Analysis
The Residual Effectiveness of a Promise of Sale
Questions often arise when, after the public deed formalizing the sale is executed, one of the parties seeks to enforce obligations stipulated in the promise agreement. This raises the issue of whethe

Questions often arise when, after the public deed formalizing the sale is executed, one of the parties seeks to enforce obligations stipulated in the promise agreement. This raises the issue of whether all obligations automatically disappear upon execution of the definitive sale contract, or whether some survive.
As a rule, the effects of the promise of sale are extinguished once the execution of the public deed perfecting the definitive contract is completed. This follows the contractual logic that, once the purpose of the promise has been fulfilled—namely, the conclusion of the promised transaction—the preliminary contract lapses and ceases to produce effects.

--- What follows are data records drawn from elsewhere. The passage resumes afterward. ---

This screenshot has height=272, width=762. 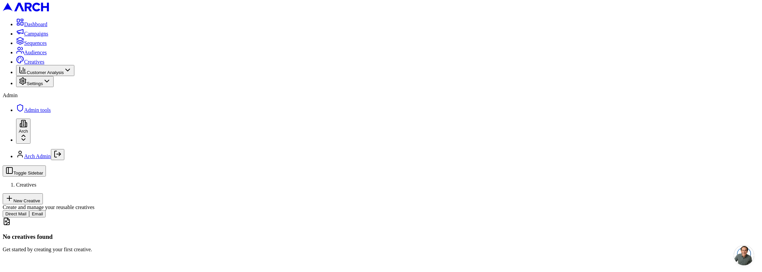 I want to click on span: Settings, so click(x=35, y=83).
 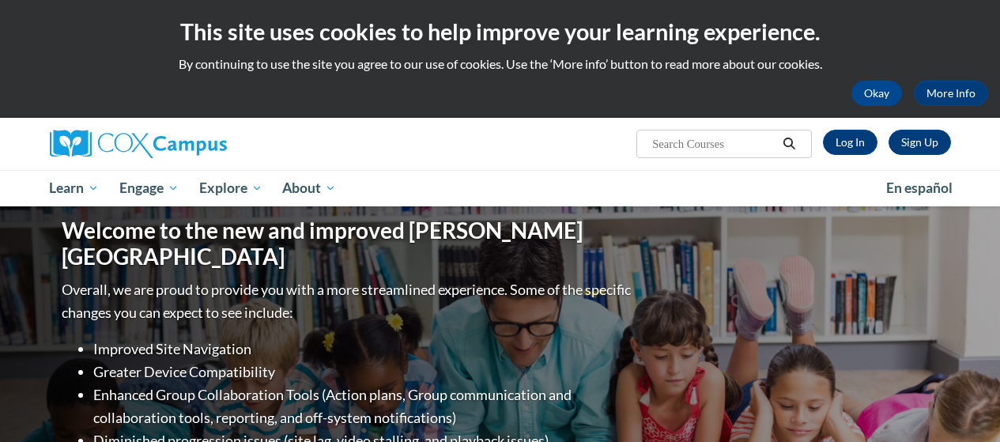 What do you see at coordinates (348, 301) in the screenshot?
I see `p: Overall, we are proud to provide you with a more streamlined experience. Some of the specific cha...` at bounding box center [348, 301].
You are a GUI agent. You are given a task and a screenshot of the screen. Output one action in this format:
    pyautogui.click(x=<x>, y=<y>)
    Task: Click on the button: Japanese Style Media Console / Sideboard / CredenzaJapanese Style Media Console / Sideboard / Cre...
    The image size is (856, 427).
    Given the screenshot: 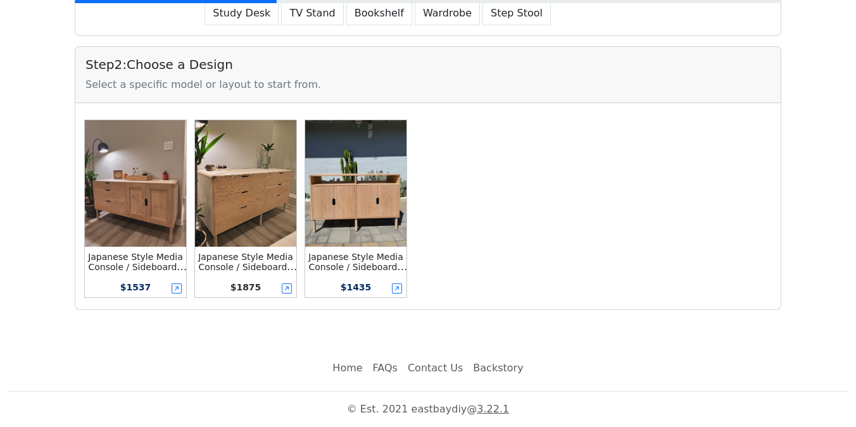 What is the action you would take?
    pyautogui.click(x=135, y=209)
    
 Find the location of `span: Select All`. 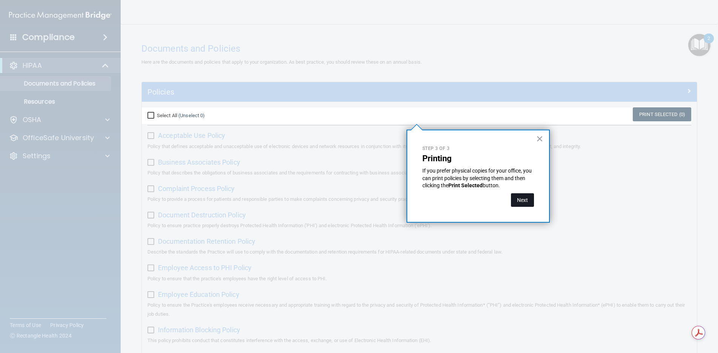

span: Select All is located at coordinates (167, 115).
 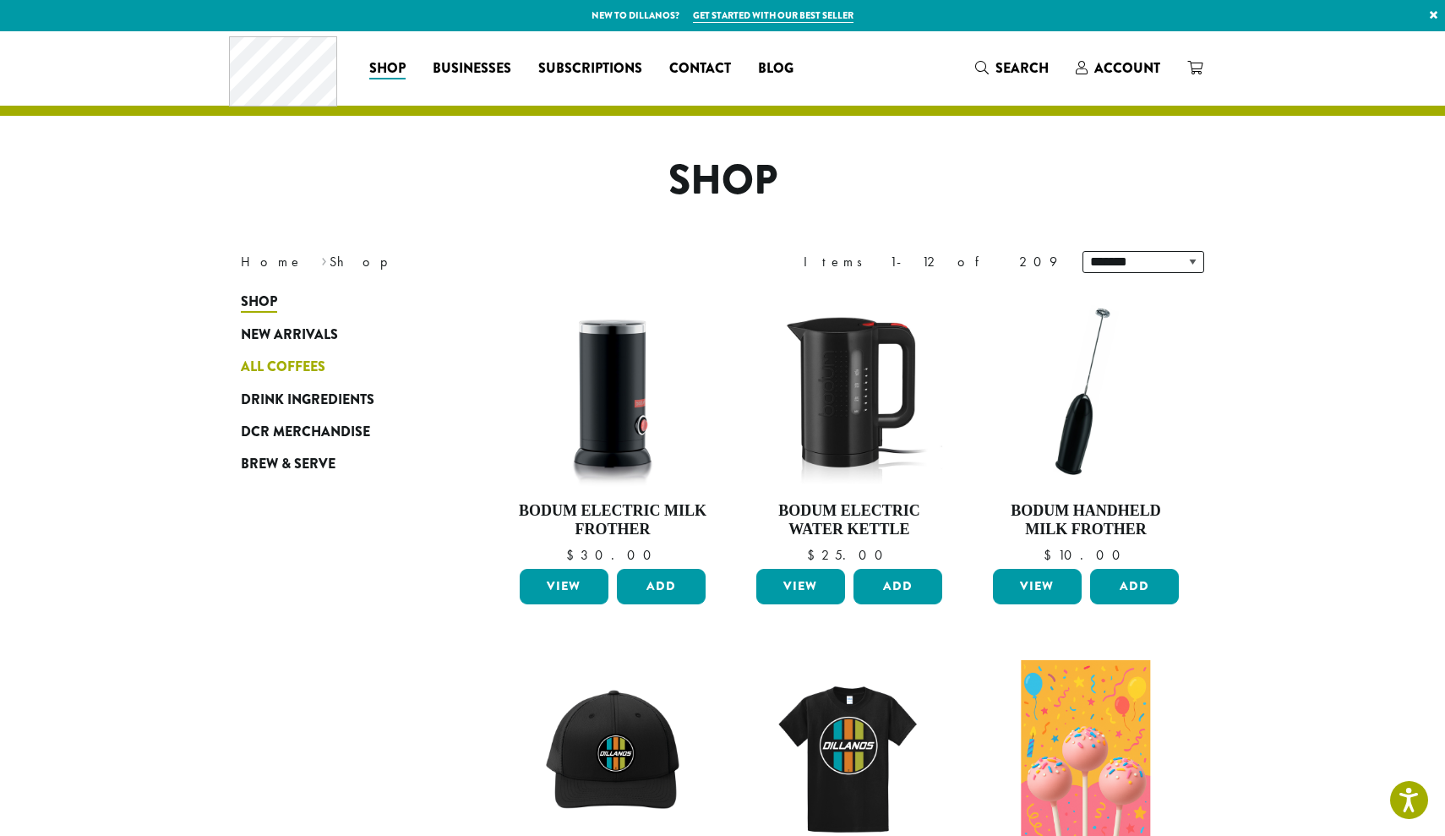 I want to click on a: Search, so click(x=1012, y=68).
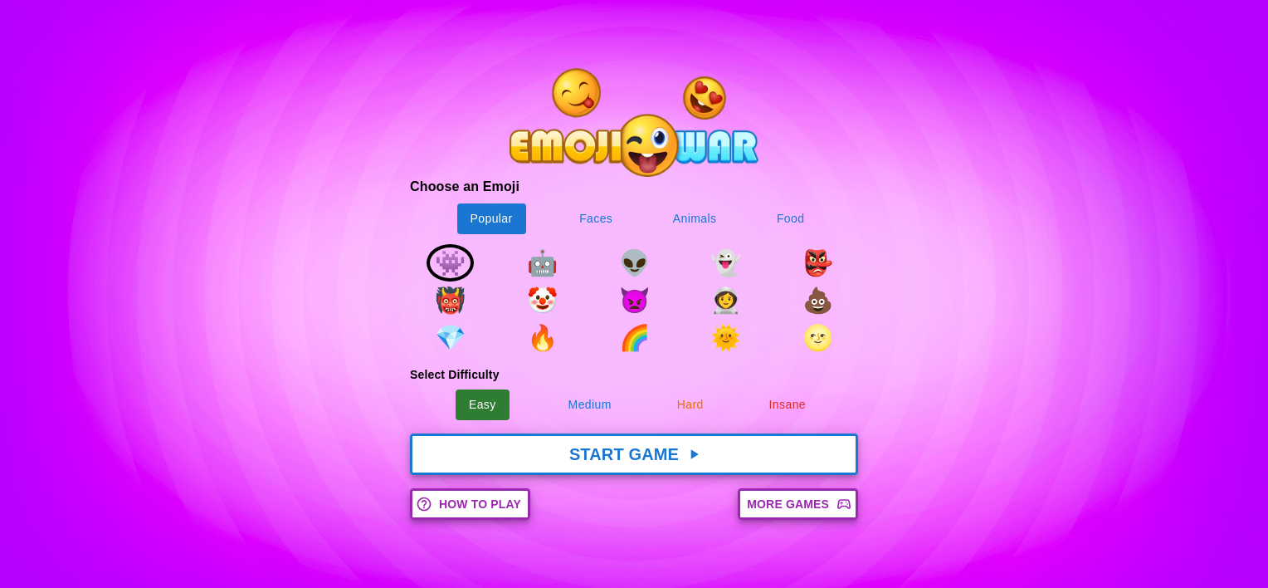 This screenshot has height=588, width=1268. Describe the element at coordinates (624, 454) in the screenshot. I see `strong: START GAME` at that location.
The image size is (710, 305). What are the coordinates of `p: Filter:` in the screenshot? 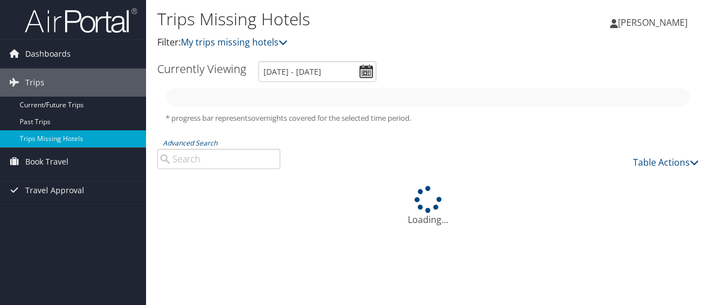 It's located at (338, 43).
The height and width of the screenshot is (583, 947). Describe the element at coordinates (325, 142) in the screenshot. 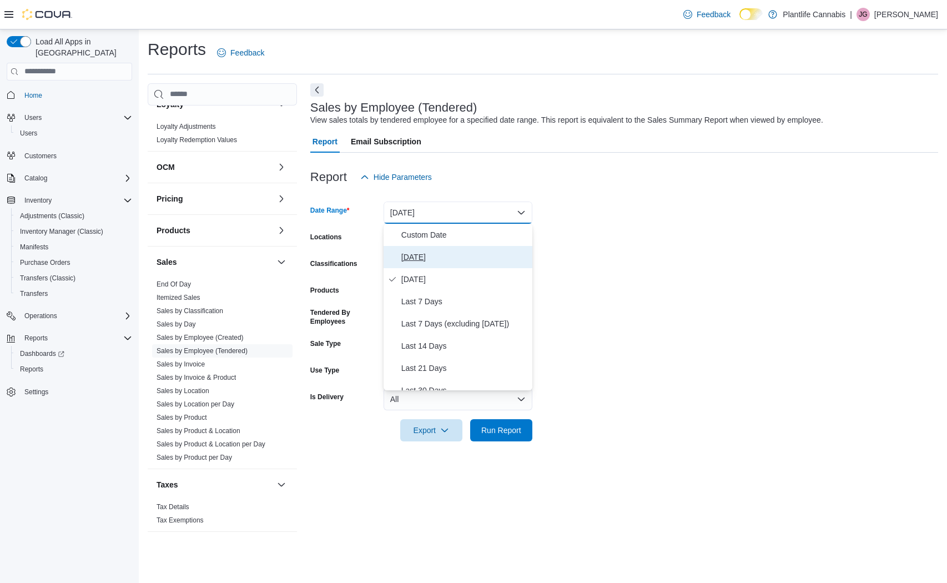

I see `span: Report` at that location.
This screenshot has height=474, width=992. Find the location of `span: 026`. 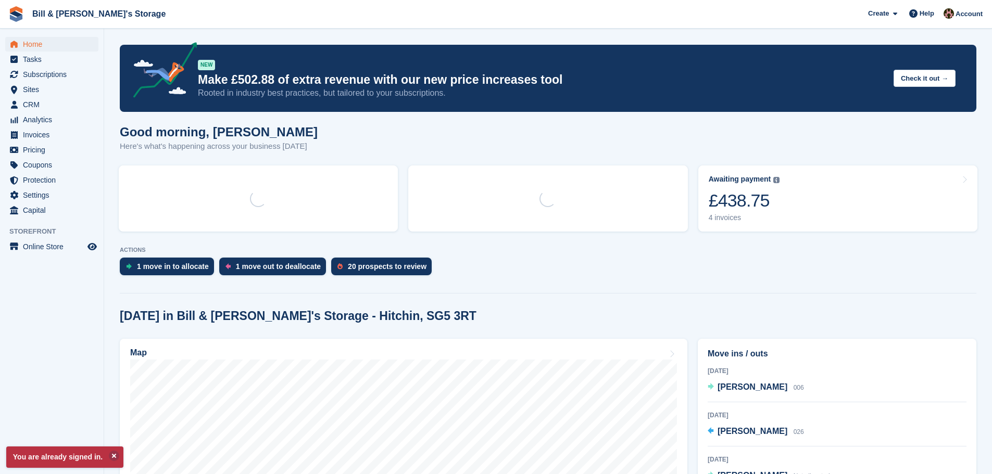

span: 026 is located at coordinates (799, 432).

In a judgment dated March 26, 2025, the Superior Court of the Judicial District of Medellín, with an opinion authored by Justice Martha Cecilia Ospina Patiño (Case No. 05001310301220230028501), noted that it is common practice for contracting parties to include in the promise not only the commitment to conclude the sale, but also ancillary or advance obligations, such as payment of the price or delivery of possession. These terms may be modified, supplemented, or omitted in the definitive contract, which replaces what was agreed in the preliminary contract. Accordingly, any change to what was initially agreed cannot later be alleged as a breach of the promise, since the promise is extinguished upon perfection of the sale.
However, the Court clarified that the extinguishing effect of the promise is not absolute, because those stipulations that were not regulated in the definitive contract survive. Consequently, if the deed of sale is silent on a point previously agreed in the promise, that obligation remains in force, enabling the compliant party to demand its observance even after the sale contract has been signed.
This stance introduces a case-by-case analysis that balances pragmatism with legal rigor: one must examine whether an obligation survives or is extinguished in light of what is agreed in the sale contract. This approach provides legal certainty to the parties by preventing advance obligations assumed in the promise from unjustifiably disappearing upon execution of the definitive contract.
It is essential that the parties understand the importance of what is agreed in the promise and in the definitive contract, since a lack of regulation—or the later inclusion of different clauses—may affect the validity and enforceability of commitments included in the promise. We should not leave to chance a judicial interpretation based on general principles, even if precedents have accepted a teleological application. The advisable course is to adopt a conservative approach, expressly recording both what should produce legal effects and what should cease to be in force.